Tomorrow's For the Birds
One of my favorite bird songs is produced by the lovely
little Field Sparrow. Field Sparrows have soft rusty and gray plumage with an
eye-ring that gives them an anemic appearance, and a pinkish-orange bill that
makes me think of a pre-schooler trying on lipstick.
I find Field Sparrows adorable, but am utterly charmed by
their song. Their slurring notes are incomparably sweet, staying on the same
pitch while picking up speed, giving them the rhythm of a drumming Ruffed
grouse. When I took college ornithology, I did a study of Savannah Sparrows
that nested in a large brushy field behind the house I was living in. I could
work out their home territory by playing their calls on a tape recorder and
mapping the perches on which they responded. The paper I wrote about the
experiment was focused on Savannah Sparrows, but the bird that caught my
attention was the Field Sparrow. Savannah Sparrows responded only when I played
recordings of the songs of their own species while I stood within their territories,
but wherever I stood and whatever species I played, nearby Field Sparrows approached
and sang every time. Intriguingly, most studies seem to find that Field
Sparrows aren’t particularly aggressive compared to most songbirds, and they
don’t defend a territory against other species, but I found them consistently
responding much more than other species to recorded songs. It’s possible that
they’re simply more curious about everything that happens on or near their
territories than the other species in the area.

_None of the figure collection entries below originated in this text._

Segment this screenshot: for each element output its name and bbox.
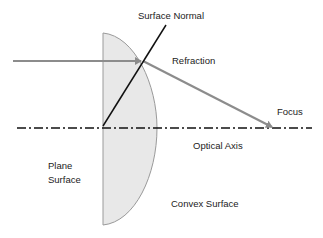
refracted-ray (143, 61, 272, 127)
diagram-canvas (0, 0, 323, 238)
plano-convex-lens-diagram: Surface Normal Refraction Focus Optical … (0, 0, 323, 238)
plane-surface-label-line1: Plane (48, 160, 72, 172)
convex-surface-label: Convex Surface (171, 198, 239, 210)
optical-axis-label: Optical Axis (193, 140, 243, 152)
focus-label: Focus (277, 106, 303, 118)
plane-surface-label-line2: Surface (48, 174, 81, 186)
surface-normal-label: Surface Normal (138, 10, 204, 22)
refraction-label: Refraction (172, 55, 215, 67)
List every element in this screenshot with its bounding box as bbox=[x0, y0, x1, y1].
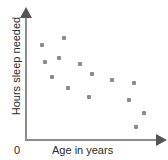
data-point bbox=[90, 72, 94, 76]
data-point bbox=[134, 125, 138, 129]
data-point bbox=[66, 86, 70, 90]
data-point bbox=[57, 56, 61, 60]
data-point bbox=[62, 36, 66, 40]
data-point bbox=[87, 95, 91, 99]
data-point bbox=[78, 62, 82, 66]
data-point bbox=[142, 111, 146, 115]
data-point bbox=[50, 75, 54, 79]
data-point bbox=[110, 78, 114, 82]
data-point bbox=[43, 60, 47, 64]
data-point bbox=[127, 98, 131, 102]
data-point bbox=[132, 81, 136, 85]
plot-area bbox=[0, 0, 168, 160]
data-point bbox=[40, 43, 44, 47]
scatter-plot-figure: Hours sleep needed Age in years 0 bbox=[0, 0, 168, 160]
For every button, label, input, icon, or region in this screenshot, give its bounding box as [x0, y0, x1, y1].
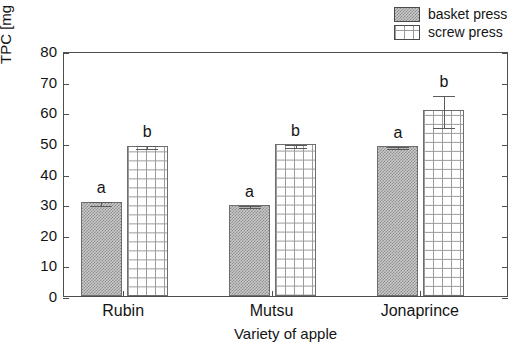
y-tick-mark-right: [502, 114, 508, 115]
y-tick-label: 30: [11, 197, 57, 212]
x-tick-mark: [420, 291, 421, 297]
y-tick-mark: [63, 298, 69, 299]
bar-rubin-basket-press: [81, 202, 122, 296]
y-tick-mark-right: [502, 267, 508, 268]
legend-item-basket-press: basket press: [394, 6, 526, 23]
bar-mutsu-screw-press: [275, 144, 316, 296]
legend-label-screw-press: screw press: [428, 25, 503, 40]
legend-swatch-basket-press: [394, 7, 420, 22]
x-tick-mark: [123, 291, 124, 297]
y-tick-mark: [63, 176, 69, 177]
y-tick-mark-right: [502, 298, 508, 299]
error-bar: [444, 96, 445, 128]
error-bar-cap-upper: [433, 96, 455, 97]
y-tick-mark: [63, 84, 69, 85]
legend-swatch-screw-press: [394, 25, 420, 40]
error-bar-cap-upper: [90, 202, 112, 203]
y-tick-mark: [63, 267, 69, 268]
legend-label-basket-press: basket press: [428, 7, 507, 22]
y-tick-label: 50: [11, 136, 57, 151]
y-tick-mark-right: [502, 206, 508, 207]
y-tick-mark: [63, 237, 69, 238]
error-bar-cap-lower: [136, 149, 158, 150]
x-tick-mark: [272, 291, 273, 297]
bar-jonaprince-screw-press: [423, 110, 464, 296]
y-tick-mark: [63, 53, 69, 54]
bar-mutsu-basket-press: [229, 205, 270, 296]
significance-letter: b: [275, 123, 316, 139]
y-tick-mark-right: [502, 84, 508, 85]
y-tick-mark-right: [502, 176, 508, 177]
y-tick-label: 60: [11, 105, 57, 120]
y-tick-mark-right: [502, 237, 508, 238]
y-tick-label: 20: [11, 228, 57, 243]
significance-letter: a: [377, 125, 418, 141]
chart-figure: basket press screw press TPC [mg GAE 100…: [0, 0, 526, 361]
y-tick-label: 0: [11, 289, 57, 304]
y-tick-mark-right: [502, 145, 508, 146]
significance-letter: a: [229, 184, 270, 200]
error-bar-cap-upper: [136, 146, 158, 147]
x-category-label-jonaprince: Jonaprince: [360, 302, 480, 320]
y-tick-mark: [63, 206, 69, 207]
error-bar-cap-lower: [239, 208, 261, 209]
x-category-label-mutsu: Mutsu: [212, 302, 332, 320]
y-tick-mark-right: [502, 53, 508, 54]
bar-jonaprince-basket-press: [377, 146, 418, 296]
error-bar-cap-lower: [433, 128, 455, 129]
error-bar-cap-lower: [90, 206, 112, 207]
y-tick-label: 70: [11, 75, 57, 90]
y-tick-label: 40: [11, 167, 57, 182]
chart-legend: basket press screw press: [394, 6, 526, 42]
significance-letter: b: [423, 74, 464, 90]
legend-item-screw-press: screw press: [394, 24, 526, 41]
significance-letter: b: [127, 124, 168, 140]
error-bar-cap-upper: [285, 145, 307, 146]
y-tick-mark: [63, 145, 69, 146]
error-bar-cap-lower: [387, 149, 409, 150]
y-tick-label: 10: [11, 258, 57, 273]
y-tick-mark: [63, 114, 69, 115]
x-category-label-rubin: Rubin: [63, 302, 183, 320]
significance-letter: a: [81, 180, 122, 196]
plot-area: ababab: [63, 52, 508, 297]
bar-rubin-screw-press: [127, 146, 168, 296]
error-bar-cap-lower: [285, 148, 307, 149]
x-axis-title: Variety of apple: [63, 325, 508, 342]
error-bar-cap-upper: [387, 147, 409, 148]
y-tick-label: 80: [11, 44, 57, 59]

Those of us in northernmost Wisconsin and Minnesota are at
the northern border of or slightly out of the range of Field Sparrows, but just
south of us they are a common species of brushy pastures and second growth
scrub. Common as they are, they do tend to avoid developed areas much more than
Song and Savannah Sparrows do, and so usually appear at feeders only in rural
areas.
Their numbers are strong, but overall the species is declining for a
variety of reasons, including increasingly intensive farming practices, early
mowing of pastures, and development. Increasing numbers of White-tailed Deer
and Wild Turkeys may also be taking a toll--both game species feed on eggs and
chicks of low-to-the-ground nests more than most people realize.
As with many birds, Field Sparrow diets change seasonally.
In winter, seeds comprise more than 90 percent of their daily intake, but by
summer more than 50 percent of their diet is made up of insects, spiders, and
other small arthropods.
When Field Sparrow numbers are strong, they sing more often,
and females more often mate occasionally with neighboring males such that the
offspring in a nest may have more than one father. In one Pennsylvania study, this kind of DNA fingerprinting
indicated that in 1990, fully 20 percent of all nests included at least one
chick fathered by a male other than the social mate. By 2000–2002, when the
population size was significantly smaller, the number of young with different
fathers had dropped to zero.
Field Sparrows are surprisingly nurturing and peaceable
while nesting. When one pair nested less than 2 feet from a pair of Eastern
Towhees, both species fed the young at both nests. In another case, a pair of
Field Sparrows and a pair of Common Yellowthroats actually shared the same nest,
both incubating full clutches at the same time. I treasured Field Sparrows long
before I knew that. It’s yet another case in which the more I learn about a
bird, the more wonderful it turns out to be.